The Transport Secretary has defended his foreign visa plans to solve the HGV driver shortage as he accused a haulage group of sparking petrol station queues.
Grant Shapps said the queues and closures at fuel stations were a "manufactured situation" created by the Road Haulage Association (RHA) leaking comments from BP bosses about supply concerns.
The Government announced a temporary visa scheme that will see 5,000 HGV drivers and 5,500 poultry workers brought in on three-month contracts to keep supermarket shelves stocked with turkeys and tackle fuel delivery difficulties.
The Petrol Retailers Association said panic buying had caused "serious problems" for stock levels, and "anywhere in between 50 per cent and 90 per cent" of its members' forecourts had run out of fuel, with others "partly dry and running out soon".
Mr Shapps admitted he had done something he "didn't necessarily want to do" in allowing foreign workers to fill the workforce gaps, having only on Friday rallied against the idea of temporary visas, but said the Government wanted to reassure the public amid long queues at the pumps.
Mr Shapps said: "We need to ensure that people are reassured now that this rather manufactured situation has been created, because there's enough petrol in the country."
Asked who manufactured the situation, he said: "There was a meeting which took place about 10 days ago, a private meeting in which one of the haulage associations decided to leak the details to media, and that has created, as we have seen, quite a large degree of concern as people naturally react to those things."
He later said the briefings were "irresponsible".
The Cabinet minister called for the public to be "sensible" and only fill up their cars when needed as there is "plenty of fuel" available.
Although Mr Shapps did not name the RHA it was quoted a Government source stating the Road Haulage Association was "entirely responsible for this panic and chaos".
But Rod McKenzie, of the RHA, said: "The allegation against me is nonsense.
"I was not in the meeting. I was not briefed about the meeting afterwards. I certainly didn't brief any journalists about the meeting about which I knew nothing.
"It is entirely without foundation."
Meanwhile, Mr Shapps said that Brexit was a "relatively minor contributor" to the shortage of truck drivers in the UK, despite the RHA estimating that Britain's divorce from the European Union led to an exodus of 20,000 hauliers.
Pointing to shortages caused by the coronavirus pandemic elsewhere in Europe, the Transport Secretary said he was confident his offer of 5,000 visas would ease the "100 to 200" shortfall of fuel tanker drivers, as he predicted the pump queues would start to "resolve" themselves partly due to the difficulty in stockpiling petrol.
But the boss of the European Road Haulers Association, which represents more than two-thirds of trucking companies across the EU, said he did not think the offer would send drivers flocking back to Britain.
General secretary Marco Digioia, who called Brexit the "number one" reason for UK sector vacancies, said: "Until the UK offers the same pay and working conditions as drivers have in the EU then many will stay away."
Retailers and business group have joined in criticising the scope of the package of measures announced by the Department for Transport to alleviate supply pressures, with the British Chamber of Commerce likening it to "throwing a thimble of water on a bonfire".
Labour leader Sir Keir Starmer suggested he would support enough visas being offered to fill every vacancy in the haulage industry.
Asked whether he would support bringing in 100,000 foreign drivers to match the shortage, Sir Keir said: "We are going to have to do that.
"We have to issue enough visas to cover the number of drivers that we need."
Mr Shapps said visas were "only one element" of the state intervention, with ministers planning to train 4,000 more lorry drivers, while the Army have been drafted in to provide extra HGV driving tests to reduce the "bottleneck" caused by the coronavirus pandemic shutdown.
Nearly one million letters will also be landing on the doormats of people with HGV licences in the coming days enticing them to return to the job now that wages have risen.
The Government is also keen to see better conditions in terms of truck-stop facilities as it bids to shift the workforce demographic from being mostly white, male and in their mid-50s.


- [Prompt]: Transcribe the entries that follow exactly as they appear, minus pictures.

- [Supplied material]:
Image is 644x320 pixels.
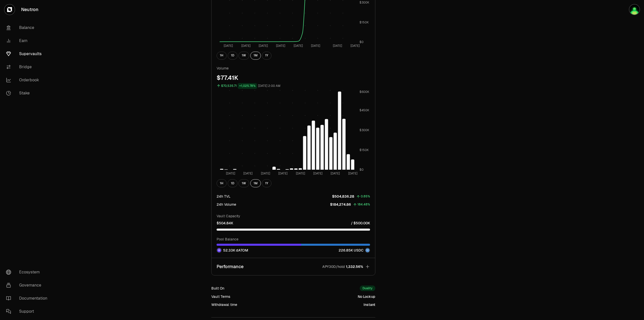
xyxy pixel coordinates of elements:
[217,52,227,60] button: 1H
[278,171,288,175] tspan: [DATE]
[262,52,272,60] button: 1Y
[2,21,54,34] a: Balance
[2,47,54,61] a: Supervaults
[333,44,342,48] tspan: [DATE]
[359,20,369,24] tspan: $150K
[359,168,364,172] tspan: $0
[359,108,369,112] tspan: $450K
[2,279,54,292] a: Governance
[211,286,224,291] div: Built On
[359,148,369,152] tspan: $150K
[217,213,370,219] p: Vault Capacity
[250,179,261,187] button: 1M
[2,74,54,87] a: Orderbook
[2,61,54,74] a: Bridge
[358,294,375,299] div: No Lockup
[360,286,375,291] div: Duality
[2,292,54,305] a: Documentation
[258,44,268,48] tspan: [DATE]
[217,66,370,71] p: Volume
[217,221,233,226] p: $504.84K
[217,237,370,242] p: Pool Balance
[313,171,323,175] tspan: [DATE]
[359,128,369,132] tspan: $300K
[294,44,303,48] tspan: [DATE]
[296,171,305,175] tspan: [DATE]
[223,44,233,48] tspan: [DATE]
[221,83,237,89] div: $70,535.71
[261,171,270,175] tspan: [DATE]
[348,171,358,175] tspan: [DATE]
[217,179,227,187] button: 1H
[228,52,237,60] button: 1D
[250,52,261,60] button: 1M
[322,264,345,269] p: APY30D/hold
[2,34,54,47] a: Earn
[211,258,375,276] button: PerformanceAPY30D/hold1,332.56%
[350,44,360,48] tspan: [DATE]
[258,83,280,89] div: [DATE] 2:00 AM
[217,249,221,253] img: dATOM Logo
[211,302,237,307] div: Withdrawal time
[2,87,54,100] a: Stake
[217,194,230,199] div: 24h TVL
[211,294,230,299] div: Vault Terms
[238,52,250,60] button: 1W
[358,202,370,208] div: 184.48%
[364,302,375,307] div: Instant
[365,249,369,253] img: USDC Logo
[359,40,364,44] tspan: $0
[330,202,351,207] p: $184,274.86
[217,74,370,82] div: $77.41K
[359,0,369,4] tspan: $300K
[238,83,257,89] div: +1,025.78%
[241,44,250,48] tspan: [DATE]
[359,90,369,94] tspan: $600K
[629,4,640,15] img: Ledger
[2,266,54,279] a: Ecosystem
[243,171,253,175] tspan: [DATE]
[361,194,370,200] div: 0.85%
[276,44,285,48] tspan: [DATE]
[311,44,320,48] tspan: [DATE]
[351,221,370,226] p: / $500.00K
[217,263,244,270] p: Performance
[226,171,235,175] tspan: [DATE]
[217,202,236,207] div: 24h Volume
[238,179,250,187] button: 1W
[331,171,340,175] tspan: [DATE]
[332,194,354,199] p: $504,836.28
[262,179,272,187] button: 1Y
[217,248,248,253] div: 52.33K dATOM
[346,264,363,269] span: 1,332.56%
[2,305,54,318] a: Support
[228,179,237,187] button: 1D
[338,248,370,253] div: 226.85K USDC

- [Answer box]:
Image is 644x320 pixels.
xyxy pixel coordinates of elements:
[217,52,227,60] button: 1H
[278,171,288,175] tspan: [DATE]
[262,52,272,60] button: 1Y
[2,21,54,34] a: Balance
[2,47,54,61] a: Supervaults
[333,44,342,48] tspan: [DATE]
[359,20,369,24] tspan: $150K
[359,168,364,172] tspan: $0
[359,108,369,112] tspan: $450K
[2,279,54,292] a: Governance
[211,286,224,291] div: Built On
[359,148,369,152] tspan: $150K
[217,213,370,219] p: Vault Capacity
[250,179,261,187] button: 1M
[2,74,54,87] a: Orderbook
[2,61,54,74] a: Bridge
[358,294,375,299] div: No Lockup
[360,286,375,291] div: Duality
[2,292,54,305] a: Documentation
[258,44,268,48] tspan: [DATE]
[217,66,370,71] p: Volume
[217,221,233,226] p: $504.84K
[217,237,370,242] p: Pool Balance
[313,171,323,175] tspan: [DATE]
[359,128,369,132] tspan: $300K
[294,44,303,48] tspan: [DATE]
[296,171,305,175] tspan: [DATE]
[223,44,233,48] tspan: [DATE]
[221,83,237,89] div: $70,535.71
[261,171,270,175] tspan: [DATE]
[348,171,358,175] tspan: [DATE]
[217,179,227,187] button: 1H
[228,52,237,60] button: 1D
[250,52,261,60] button: 1M
[322,264,345,269] p: APY30D/hold
[2,34,54,47] a: Earn
[211,258,375,276] button: PerformanceAPY30D/hold1,332.56%
[350,44,360,48] tspan: [DATE]
[258,83,280,89] div: [DATE] 2:00 AM
[217,249,221,253] img: dATOM Logo
[211,302,237,307] div: Withdrawal time
[2,87,54,100] a: Stake
[217,194,230,199] div: 24h TVL
[211,294,230,299] div: Vault Terms
[238,52,250,60] button: 1W
[358,202,370,208] div: 184.48%
[364,302,375,307] div: Instant
[365,249,369,253] img: USDC Logo
[359,40,364,44] tspan: $0
[330,202,351,207] p: $184,274.86
[217,74,370,82] div: $77.41K
[359,0,369,4] tspan: $300K
[238,83,257,89] div: +1,025.78%
[241,44,250,48] tspan: [DATE]
[359,90,369,94] tspan: $600K
[629,4,640,15] img: Ledger
[2,266,54,279] a: Ecosystem
[243,171,253,175] tspan: [DATE]
[361,194,370,200] div: 0.85%
[276,44,285,48] tspan: [DATE]
[311,44,320,48] tspan: [DATE]
[351,221,370,226] p: / $500.00K
[217,263,244,270] p: Performance
[226,171,235,175] tspan: [DATE]
[217,202,236,207] div: 24h Volume
[238,179,250,187] button: 1W
[331,171,340,175] tspan: [DATE]
[332,194,354,199] p: $504,836.28
[262,179,272,187] button: 1Y
[217,248,248,253] div: 52.33K dATOM
[346,264,363,269] span: 1,332.56%
[2,305,54,318] a: Support
[228,179,237,187] button: 1D
[338,248,370,253] div: 226.85K USDC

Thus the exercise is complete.